Author | : Hans Thoolen |
Publisher | : |
Total Pages | : 184 |
Release | : 1986 |
Genre | : Civil rights |
ISBN | : |
Author | : Kate Cronin-Furman |
Publisher | : Cornell University Press |
Total Pages | : 110 |
Release | : 2022-11-15 |
Genre | : Political Science |
ISBN | : 1501767151 |
Hypocrisy and Human Rights examines what human rights pressure does when it does not work. Repressive states with absolutely no intention of complying with their human rights obligations often change course dramatically in response to international pressure. They create toothless commissions, permit but then obstruct international observers' visits, and pass showpiece legislation while simultaneously bolstering their repressive capacity. Covering debates over transitional justice in Sri Lanka, Myanmar, Cambodia, Democratic Republic of the Congo, and other countries, Kate Cronin-Furman investigates the diverse ways in which repressive states respond to calls for justice from human rights advocates, UN officials, and Western governments who add their voices to the victims of mass atrocities to demand accountability. She argues that although international pressure cannot elicit compliance in the absence of domestic motivations to comply, the complexity of the international system means that there are multiple audiences for both human rights behavior and advocacy and that pressure can produce valuable results through indirect paths.
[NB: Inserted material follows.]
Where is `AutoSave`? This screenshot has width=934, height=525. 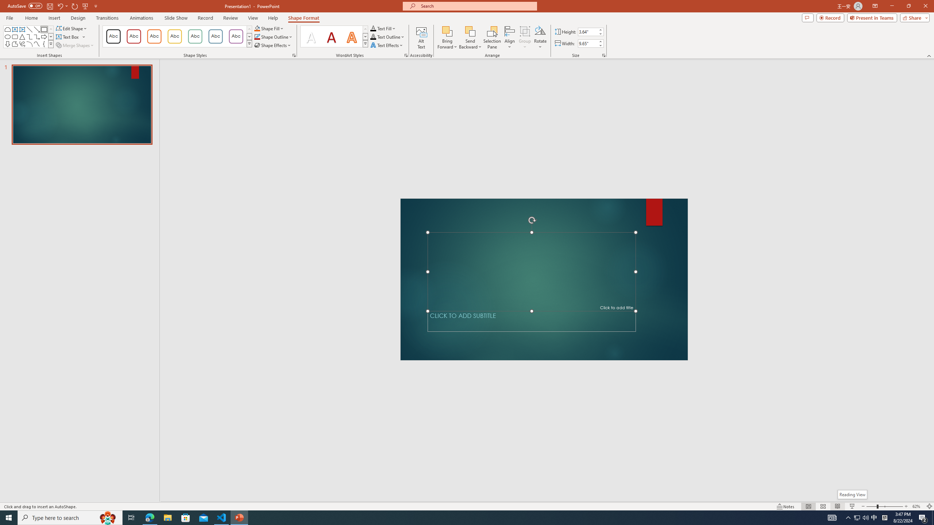 AutoSave is located at coordinates (25, 6).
Author | : Berth Verstappen |
Publisher | : |
Total Pages | : 393 |
Release | : 1987 |
Genre | : Civil rights |
ISBN | : 9783598107450 |
Author | : Robert F. Kennedy |
Publisher | : Houghton Mifflin |
Total Pages | : 216 |
Release | : 1998 |
Genre | : Biography & Autobiography |
ISBN | : |
Maxwell Taylor Kennedy read through his father Robert F. Kennedy's speeches, letters, personal journal or daybook, and books about RFK in which his father was quoted to assemble this collection of RFK's ideas.